A few drawbacks of writing your own logging code are: Log rotation handling, Locking (if you have multiple threads), Synchronization (do you want to wait for the logs being written to disk ?). One of the drawbacks of syslog is that the application doesn't know if the logs have been written to disk (they might have been lost).
If you use threading and you use logging as a debugging tool, you will want to look for a logging library that uses some sort of thread-safe, but unlocked ring buffers. One buffer per thread, with a global lock only when strictly needed.
This avoids logging causing serious slowdowns in your software and it avoids creating heisenbugs which change when you add debug logging.
If it has a high-speed compressed binary log format that doesn't waste time with format operations during logging and some nice log parsing and display tools, that is a bonus.

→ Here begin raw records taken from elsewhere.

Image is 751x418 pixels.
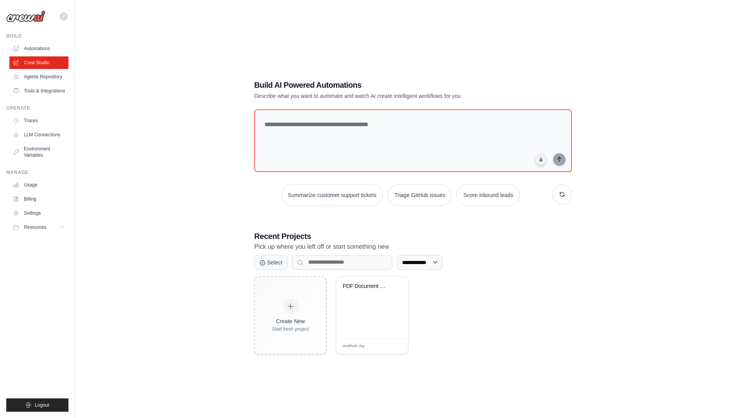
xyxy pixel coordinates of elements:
[24,224,46,230] span: Resources
[254,241,572,252] p: Pick up where you left off or start something new
[9,128,68,141] a: LLM Connections
[9,56,68,69] a: Crew Studio
[254,230,572,241] h3: Recent Projects
[9,42,68,55] a: Automations
[272,326,309,332] div: Start fresh project
[254,255,288,270] button: Select
[254,92,517,100] p: Describe what you want to automate and watch AI create intelligent workflows for you
[35,401,49,408] span: Logout
[281,184,383,205] button: Summarize customer support tickets
[9,114,68,127] a: Traces
[535,154,547,166] button: Click to speak your automation idea
[6,33,68,39] div: Build
[6,169,68,175] div: Manage
[9,221,68,233] button: Resources
[6,105,68,111] div: Operate
[6,11,45,22] img: Logo
[552,184,572,204] button: Get new suggestions
[9,85,68,97] a: Tools & Integrations
[388,184,452,205] button: Triage GitHub issues
[343,283,390,290] div: PDF Document Summarization from Google Drive to Google Docs
[9,193,68,205] a: Billing
[9,178,68,191] a: Usage
[9,142,68,161] a: Environment Variables
[9,70,68,83] a: Agents Repository
[390,343,396,349] span: Edit
[343,343,365,349] span: Modified 1 day
[254,79,517,90] h1: Build AI Powered Automations
[457,184,520,205] button: Score inbound leads
[272,317,309,325] div: Create New
[9,207,68,219] a: Settings
[6,398,68,411] button: Logout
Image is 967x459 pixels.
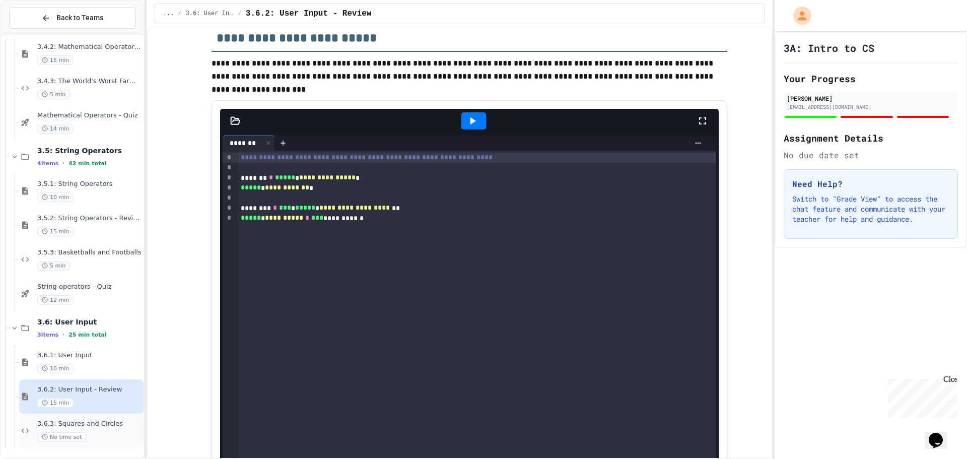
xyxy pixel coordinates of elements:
div: Chat with us now!Close [4,4,69,64]
h1: 3A: Intro to CS [783,41,874,55]
span: 14 min [37,124,74,133]
iframe: chat widget [883,375,957,417]
div: My Account [782,4,814,27]
span: Back to Teams [56,13,103,23]
span: 3.6.3: Squares and Circles [37,419,141,428]
span: 10 min [37,192,74,202]
span: 3.6: User Input [37,317,141,326]
p: Switch to "Grade View" to access the chat feature and communicate with your teacher for help and ... [792,194,949,224]
span: 3.5.1: String Operators [37,180,141,188]
span: No time set [37,432,87,442]
span: • [62,159,64,167]
span: 3.6.2: User Input - Review [246,8,372,20]
span: 15 min [37,55,74,65]
span: 3.5.3: Basketballs and Footballs [37,248,141,257]
span: Mathematical Operators - Quiz [37,111,141,120]
span: • [62,330,64,338]
span: 15 min [37,398,74,407]
span: ... [163,10,174,18]
span: 42 min total [68,160,106,167]
span: 3.6.2: User Input - Review [37,385,141,394]
h2: Your Progress [783,72,958,86]
span: / [238,10,242,18]
span: 5 min [37,90,70,99]
h2: Assignment Details [783,131,958,145]
span: 4 items [37,160,58,167]
span: 25 min total [68,331,106,338]
h3: Need Help? [792,178,949,190]
span: 3.5: String Operators [37,146,141,155]
span: 3.6: User Input [186,10,234,18]
span: 5 min [37,261,70,270]
span: 3.4.2: Mathematical Operators - Review [37,43,141,51]
span: 3.4.3: The World's Worst Farmers Market [37,77,141,86]
span: 15 min [37,227,74,236]
button: Back to Teams [9,7,135,29]
div: No due date set [783,149,958,161]
span: 10 min [37,364,74,373]
span: 3.6.1: User Input [37,351,141,360]
span: String operators - Quiz [37,282,141,291]
span: / [178,10,181,18]
span: 3.5.2: String Operators - Review [37,214,141,223]
span: 3 items [37,331,58,338]
div: [PERSON_NAME] [787,94,955,103]
span: 12 min [37,295,74,305]
iframe: chat widget [924,418,957,449]
div: [EMAIL_ADDRESS][DOMAIN_NAME] [787,103,955,111]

I'd provide a reference to some good code for this but I don't have one myself. I just want one. :)
Our embedded system doesn't have syslog so the daemons I write do debugging to a file using the "a" open mode similar to how you've described it. I have a function that opens a log file, spits out the message and then closes the file (I only do this when something unexpected happens). However, I also had to write code to handle log rotation as other commenters have mentioned which consists of 'tail -c 65536 logfile > logfiletmp && mv logfiletmp logfile'. It's pretty rough and maybe should be called "log frontal truncations" but it stops our small RAM disk based filesystem from filling up with log file.
There are a lot of potential issues: for example, if the disk is full, do you want your daemon to fail? Also, you will be overwriting your file every time. Often a circular file is used so that you have space allocated on the machine for your file, but you can keep enough history to be useful without taking up too much space.
There are tools like log4c that you can help you. If your code is c++, then you might consider log4cxx in the Apache project (apt-get install liblog4cxx9-dev on ubuntu/debian), but it looks like you are using C.
So far nobody mentioned boost log library which has nice and easy way to redirect your
log messages to files or syslog sink or even Windows event log.